The Dust Bowl of the 1930s, caused in part by the careless gouging of the earth in an effort to farm it, created an epic environmental disaster. Experts say it is unlikely to be repeated because farming has changed so much. Boise City recovered from the Dust Bowl and has periodically enjoyed bountiful years since.


But this drought is a reminder of just how parched and unyielding life can be along this wind-raked frontier, fittingly called No Man’s Land, and it is not clear how many more ups and downs Boise City can take.

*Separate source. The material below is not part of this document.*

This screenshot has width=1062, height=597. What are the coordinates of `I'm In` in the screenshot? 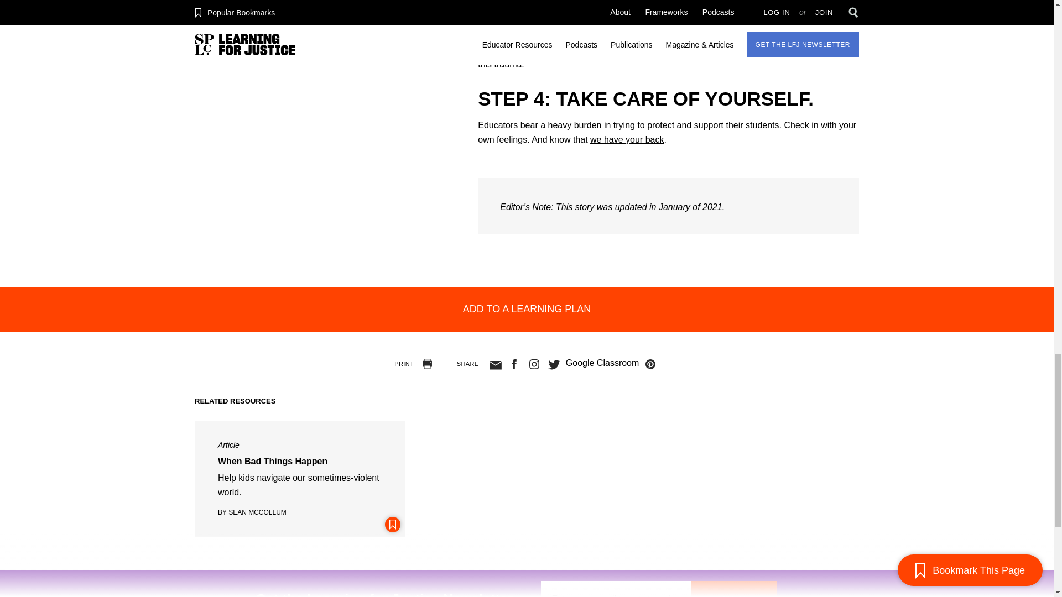 It's located at (734, 589).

“The community is drying up,” Mark Axtell, the area’s only funeral director, said on a walk through the cemetery, where brown tufts of buffalo grass crunched underfoot.


In the last decade, Boise City lost almost 16 percent of its population, according to the 2010 census. Just 1,312 people live here now — far fewer than the 3,000 who bought the first lots in 1908, only to discover that they had been hoodwinked. The land was inhospitable, and promises of railroads, water and trees (Boise is from the French “le bois,” meaning trees) were a fraud.


Boise City became the county seat for Cimarron County. But now, the county, too, has sagged. In the last decade it lost 21 percent of its population. Its 2,475 residents are spread so thin over such a wide expanse that an average of only 1.3 people occupy each square mile.


The young have little reason to stay. The old are dying or moving away to be closer to their children or to medical facilities, since Boise City’s only nursing home has closed.


“Last year, we did half as many funerals as the year I took over,” said Mr. Axtell, 48, who bought the business 25 years ago. “Last year was my fourth consecutive low year.”


The plunge in funerals prompted him to buy a cafe last year to supplement his income. Called the Rockin’ A, its 12 tables have become the town’s social hub.


But the main street outside is deserted, and many storefronts are shuttered. Most people shop at the Wal-Mart 60 miles away.


Residents blame a lack of jobs — not the drought — for the town’s decline. Dry spells come and go, they say, and coping with them is baked into their psyches. Many who live here are descended from those souls who endured the Dust Bowl and have reaped harvests aplenty since; they are bound to the land and not easily discouraged.


“Your die-hards will stay here,” Rebecca Smoot, 58, whose family homesteaded here in the early 1900s, said during breakfast at the Rockin’ A. She lives in Boise City but works as a corrections officer just over the border in Texas. “They stayed here during the Dirty Thirties when everyone else was moving. That’s the way a lot of the people ended up with a lot of the land.”


Those who stayed then are deemed successful now, though many were too poor at the time to leave with the “Okies.”


Huston Hanes, 87, who lived through the Dust Bowl on a farm in eastern Cimarron County, said he would never forget the wind blowing fine dust particles throughout his house and how quickly the wet cloths he held over his face to protect his lungs would turn black. But he said he was glad his family stayed.


“We have hard times, but any place you go, you’re going to have some adversity,” he said with a shrug. “We don’t have that many tornadoes.”